In The Visible and the Invisible, Maurice Merleau-Ponty describes a simple but unsettling experience: when your right hand touches your left, you are simultaneously the one who touches and the one being touched. The boundary between subject and object does not hold. He called this structure chiasme—an intertwining in which the distinction between perceiver and perceived is not abolished but suspended, held open.
The exhibition places four painters in dialogue—Ishiguro Hikaru, Ishimatsu Yufu, Tazaki Ari, and Matsuda Nayuko—whose practices each enact a version of this structure. None of the works simply present themselves to be seen. Each one folds the act of looking back onto the viewer.
Ishiguro's large-scale paintings accumulate faces, moths, shells, and atmospheric depth into surfaces that return the viewer's gaze without resolving it. Tazaki's Endless Circle implicates the viewer structurally, through a goggle-shaped frame that absorbs the standing body into the composition's chain of relationships. Ishimatsu's work on the staircase landing shifts as the viewer moves through space, making the body's position part of the image. Matsuda's bleeding pigments—acrylic, watercolor, mineral—leave gaps into which the viewer's attention slips.
What these four practices share is not a theme but a structural condition: the viewer cannot remain outside. The works require presence, movement, sustained attention. They do not reward distance.
Merleau-Ponty's chiasme is not a metaphor for empathy or connection. It is a description of how perception actually operates—not as a one-way transmission from world to eye, but as an entanglement in which seeing and being seen are inseparable. These four painters do not illustrate this condition. They construct situations in which it briefly becomes perceptible.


Read through the listing and copy every line that contains the word "bbox".

Start of Block

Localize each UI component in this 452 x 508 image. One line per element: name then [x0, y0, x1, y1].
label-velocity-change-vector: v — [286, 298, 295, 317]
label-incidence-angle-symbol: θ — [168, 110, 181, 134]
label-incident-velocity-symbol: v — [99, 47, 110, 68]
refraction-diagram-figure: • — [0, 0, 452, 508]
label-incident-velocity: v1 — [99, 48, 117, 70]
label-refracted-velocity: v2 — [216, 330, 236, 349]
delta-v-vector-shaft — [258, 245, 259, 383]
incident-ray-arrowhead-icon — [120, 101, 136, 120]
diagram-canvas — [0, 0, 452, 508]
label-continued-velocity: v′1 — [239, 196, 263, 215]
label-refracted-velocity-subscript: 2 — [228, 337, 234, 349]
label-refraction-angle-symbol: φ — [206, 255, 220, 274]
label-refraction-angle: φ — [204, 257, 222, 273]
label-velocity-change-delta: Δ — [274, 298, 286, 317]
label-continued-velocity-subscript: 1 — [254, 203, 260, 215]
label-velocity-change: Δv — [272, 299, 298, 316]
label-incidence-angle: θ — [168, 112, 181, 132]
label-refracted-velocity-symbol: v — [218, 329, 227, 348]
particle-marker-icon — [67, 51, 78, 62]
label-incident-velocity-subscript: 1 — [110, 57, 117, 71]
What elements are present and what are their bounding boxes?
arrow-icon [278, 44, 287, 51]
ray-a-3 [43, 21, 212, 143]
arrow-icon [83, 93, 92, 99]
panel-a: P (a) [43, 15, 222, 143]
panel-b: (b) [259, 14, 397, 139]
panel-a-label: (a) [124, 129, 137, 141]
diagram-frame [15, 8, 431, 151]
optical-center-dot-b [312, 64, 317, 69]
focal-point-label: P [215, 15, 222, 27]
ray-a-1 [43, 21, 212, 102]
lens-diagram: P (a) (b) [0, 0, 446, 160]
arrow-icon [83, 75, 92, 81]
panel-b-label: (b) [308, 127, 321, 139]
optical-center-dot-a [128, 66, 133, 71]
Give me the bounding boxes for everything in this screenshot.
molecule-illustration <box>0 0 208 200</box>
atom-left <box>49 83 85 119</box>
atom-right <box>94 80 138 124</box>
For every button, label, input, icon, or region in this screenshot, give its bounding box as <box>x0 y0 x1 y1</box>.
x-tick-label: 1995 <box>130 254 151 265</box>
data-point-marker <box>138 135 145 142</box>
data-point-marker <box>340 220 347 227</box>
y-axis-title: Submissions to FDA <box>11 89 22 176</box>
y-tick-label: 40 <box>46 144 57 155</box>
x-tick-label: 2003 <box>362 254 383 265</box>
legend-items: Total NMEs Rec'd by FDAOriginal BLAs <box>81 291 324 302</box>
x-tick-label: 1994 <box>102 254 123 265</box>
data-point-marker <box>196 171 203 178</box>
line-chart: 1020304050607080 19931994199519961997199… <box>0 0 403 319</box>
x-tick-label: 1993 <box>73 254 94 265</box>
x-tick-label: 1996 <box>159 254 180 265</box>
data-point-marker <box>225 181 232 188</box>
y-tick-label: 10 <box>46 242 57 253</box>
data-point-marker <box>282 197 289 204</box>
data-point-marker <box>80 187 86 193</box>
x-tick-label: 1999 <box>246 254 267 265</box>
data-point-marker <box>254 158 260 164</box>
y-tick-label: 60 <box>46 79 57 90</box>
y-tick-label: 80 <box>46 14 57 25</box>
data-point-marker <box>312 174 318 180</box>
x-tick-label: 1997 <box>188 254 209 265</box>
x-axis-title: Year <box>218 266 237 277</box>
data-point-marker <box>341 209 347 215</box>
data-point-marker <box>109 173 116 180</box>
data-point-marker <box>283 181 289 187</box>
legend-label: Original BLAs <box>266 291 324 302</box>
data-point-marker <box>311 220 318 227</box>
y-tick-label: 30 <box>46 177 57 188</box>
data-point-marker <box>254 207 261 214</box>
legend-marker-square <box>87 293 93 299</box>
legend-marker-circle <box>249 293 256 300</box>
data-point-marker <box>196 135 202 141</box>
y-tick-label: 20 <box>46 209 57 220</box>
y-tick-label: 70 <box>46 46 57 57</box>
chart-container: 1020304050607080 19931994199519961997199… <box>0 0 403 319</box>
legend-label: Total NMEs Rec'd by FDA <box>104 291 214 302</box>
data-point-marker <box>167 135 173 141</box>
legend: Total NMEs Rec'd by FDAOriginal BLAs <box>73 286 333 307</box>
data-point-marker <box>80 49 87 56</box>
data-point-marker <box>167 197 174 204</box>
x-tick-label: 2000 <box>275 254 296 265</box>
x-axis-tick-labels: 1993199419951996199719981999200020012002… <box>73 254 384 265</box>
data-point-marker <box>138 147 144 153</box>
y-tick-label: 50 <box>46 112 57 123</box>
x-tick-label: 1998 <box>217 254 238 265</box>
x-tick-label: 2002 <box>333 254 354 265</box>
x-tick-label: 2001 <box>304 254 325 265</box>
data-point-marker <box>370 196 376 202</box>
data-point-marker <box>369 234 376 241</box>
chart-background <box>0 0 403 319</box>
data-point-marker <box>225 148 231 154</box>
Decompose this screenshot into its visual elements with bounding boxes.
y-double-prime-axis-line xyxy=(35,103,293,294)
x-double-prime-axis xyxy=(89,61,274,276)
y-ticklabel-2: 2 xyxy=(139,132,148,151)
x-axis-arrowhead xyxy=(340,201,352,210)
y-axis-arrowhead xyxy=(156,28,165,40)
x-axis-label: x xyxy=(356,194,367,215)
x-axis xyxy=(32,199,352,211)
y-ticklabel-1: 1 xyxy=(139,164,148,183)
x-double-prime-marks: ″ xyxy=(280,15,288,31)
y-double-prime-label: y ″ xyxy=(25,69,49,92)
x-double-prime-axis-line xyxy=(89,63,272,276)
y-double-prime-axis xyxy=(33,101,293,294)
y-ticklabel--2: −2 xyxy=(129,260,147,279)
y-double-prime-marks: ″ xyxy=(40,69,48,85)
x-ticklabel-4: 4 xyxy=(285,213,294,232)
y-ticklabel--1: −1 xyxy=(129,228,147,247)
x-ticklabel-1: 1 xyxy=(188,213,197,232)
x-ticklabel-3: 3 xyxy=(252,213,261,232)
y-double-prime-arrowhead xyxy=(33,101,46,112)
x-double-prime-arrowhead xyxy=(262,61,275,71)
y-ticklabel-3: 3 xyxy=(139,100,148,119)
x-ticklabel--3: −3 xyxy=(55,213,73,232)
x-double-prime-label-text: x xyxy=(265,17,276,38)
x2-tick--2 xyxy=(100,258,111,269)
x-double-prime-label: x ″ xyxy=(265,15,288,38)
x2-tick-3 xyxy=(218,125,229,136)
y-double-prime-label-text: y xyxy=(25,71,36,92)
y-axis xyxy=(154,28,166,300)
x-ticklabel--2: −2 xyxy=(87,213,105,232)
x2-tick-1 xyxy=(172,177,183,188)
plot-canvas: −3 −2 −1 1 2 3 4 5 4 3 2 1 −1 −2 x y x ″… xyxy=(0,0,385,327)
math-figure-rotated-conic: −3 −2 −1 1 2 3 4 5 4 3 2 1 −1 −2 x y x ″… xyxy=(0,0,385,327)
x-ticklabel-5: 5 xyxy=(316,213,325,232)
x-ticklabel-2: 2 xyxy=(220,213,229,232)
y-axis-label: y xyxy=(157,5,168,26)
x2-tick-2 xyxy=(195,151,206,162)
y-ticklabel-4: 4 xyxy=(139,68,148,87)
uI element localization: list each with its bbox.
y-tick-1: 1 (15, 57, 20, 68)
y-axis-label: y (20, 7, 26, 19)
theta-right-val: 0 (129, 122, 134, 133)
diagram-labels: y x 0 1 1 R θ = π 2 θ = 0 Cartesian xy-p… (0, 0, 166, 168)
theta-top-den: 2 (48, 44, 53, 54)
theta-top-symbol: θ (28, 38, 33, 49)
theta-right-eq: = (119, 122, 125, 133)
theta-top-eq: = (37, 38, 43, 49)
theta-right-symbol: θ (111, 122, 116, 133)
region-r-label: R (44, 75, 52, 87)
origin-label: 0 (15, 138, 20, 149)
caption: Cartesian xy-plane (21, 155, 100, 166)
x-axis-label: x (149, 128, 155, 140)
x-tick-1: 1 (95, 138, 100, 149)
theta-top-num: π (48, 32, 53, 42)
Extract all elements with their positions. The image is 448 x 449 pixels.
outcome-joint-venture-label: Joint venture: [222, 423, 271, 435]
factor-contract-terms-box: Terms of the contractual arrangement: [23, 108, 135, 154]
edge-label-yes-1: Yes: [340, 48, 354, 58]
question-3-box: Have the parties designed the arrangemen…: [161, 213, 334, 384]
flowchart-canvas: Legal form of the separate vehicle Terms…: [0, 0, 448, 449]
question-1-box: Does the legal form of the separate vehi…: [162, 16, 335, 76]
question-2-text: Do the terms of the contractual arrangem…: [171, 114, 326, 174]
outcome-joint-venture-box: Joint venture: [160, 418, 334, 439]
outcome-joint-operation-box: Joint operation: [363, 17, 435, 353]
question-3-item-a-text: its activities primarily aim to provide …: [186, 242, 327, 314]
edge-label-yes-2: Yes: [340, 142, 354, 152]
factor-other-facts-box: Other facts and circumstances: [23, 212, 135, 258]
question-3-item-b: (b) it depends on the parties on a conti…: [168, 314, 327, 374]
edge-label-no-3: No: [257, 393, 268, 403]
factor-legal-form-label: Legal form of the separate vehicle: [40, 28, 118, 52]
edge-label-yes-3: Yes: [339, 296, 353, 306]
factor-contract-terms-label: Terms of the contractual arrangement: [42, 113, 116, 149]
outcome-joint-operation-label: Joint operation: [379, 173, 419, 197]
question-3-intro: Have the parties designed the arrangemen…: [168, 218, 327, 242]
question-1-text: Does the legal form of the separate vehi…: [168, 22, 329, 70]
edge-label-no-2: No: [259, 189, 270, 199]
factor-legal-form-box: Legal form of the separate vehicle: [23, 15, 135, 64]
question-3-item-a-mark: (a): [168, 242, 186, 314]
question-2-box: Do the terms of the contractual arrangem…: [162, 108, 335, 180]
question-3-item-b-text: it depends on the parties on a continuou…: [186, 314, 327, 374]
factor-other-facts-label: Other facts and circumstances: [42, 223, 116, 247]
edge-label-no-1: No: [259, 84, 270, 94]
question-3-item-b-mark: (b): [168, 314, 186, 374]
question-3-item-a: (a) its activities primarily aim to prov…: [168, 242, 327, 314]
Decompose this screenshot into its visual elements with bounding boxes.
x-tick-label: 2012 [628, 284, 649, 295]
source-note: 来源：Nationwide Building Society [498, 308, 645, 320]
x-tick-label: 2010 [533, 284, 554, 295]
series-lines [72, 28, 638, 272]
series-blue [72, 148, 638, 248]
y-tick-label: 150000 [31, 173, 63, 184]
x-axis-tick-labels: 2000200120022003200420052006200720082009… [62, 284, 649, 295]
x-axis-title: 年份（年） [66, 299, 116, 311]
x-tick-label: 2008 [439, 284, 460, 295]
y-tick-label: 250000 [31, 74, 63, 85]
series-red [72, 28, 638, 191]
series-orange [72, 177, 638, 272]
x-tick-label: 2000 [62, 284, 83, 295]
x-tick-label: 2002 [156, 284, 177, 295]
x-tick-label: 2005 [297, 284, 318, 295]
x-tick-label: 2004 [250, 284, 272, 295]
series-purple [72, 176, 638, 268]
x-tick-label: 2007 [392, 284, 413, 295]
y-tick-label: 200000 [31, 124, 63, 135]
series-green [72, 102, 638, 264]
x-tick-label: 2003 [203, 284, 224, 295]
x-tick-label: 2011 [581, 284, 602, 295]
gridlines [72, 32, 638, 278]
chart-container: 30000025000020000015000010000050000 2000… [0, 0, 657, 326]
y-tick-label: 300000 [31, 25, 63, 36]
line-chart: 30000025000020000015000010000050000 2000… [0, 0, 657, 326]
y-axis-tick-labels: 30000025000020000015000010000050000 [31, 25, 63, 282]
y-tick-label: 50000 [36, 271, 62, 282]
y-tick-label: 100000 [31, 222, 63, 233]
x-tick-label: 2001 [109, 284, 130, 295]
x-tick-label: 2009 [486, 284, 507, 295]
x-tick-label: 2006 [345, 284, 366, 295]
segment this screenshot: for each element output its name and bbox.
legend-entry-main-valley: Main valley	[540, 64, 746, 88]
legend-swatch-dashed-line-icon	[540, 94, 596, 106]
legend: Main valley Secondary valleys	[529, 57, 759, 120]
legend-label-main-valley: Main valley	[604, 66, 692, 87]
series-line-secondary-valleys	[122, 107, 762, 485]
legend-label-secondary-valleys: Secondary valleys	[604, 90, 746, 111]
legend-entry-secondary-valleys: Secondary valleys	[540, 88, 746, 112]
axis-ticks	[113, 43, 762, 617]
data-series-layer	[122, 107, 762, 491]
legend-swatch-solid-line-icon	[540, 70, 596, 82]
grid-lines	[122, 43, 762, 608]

End of Block

### Reply
uI element localization: list each with its bbox.
segment this screenshot: for each element output its name and bbox.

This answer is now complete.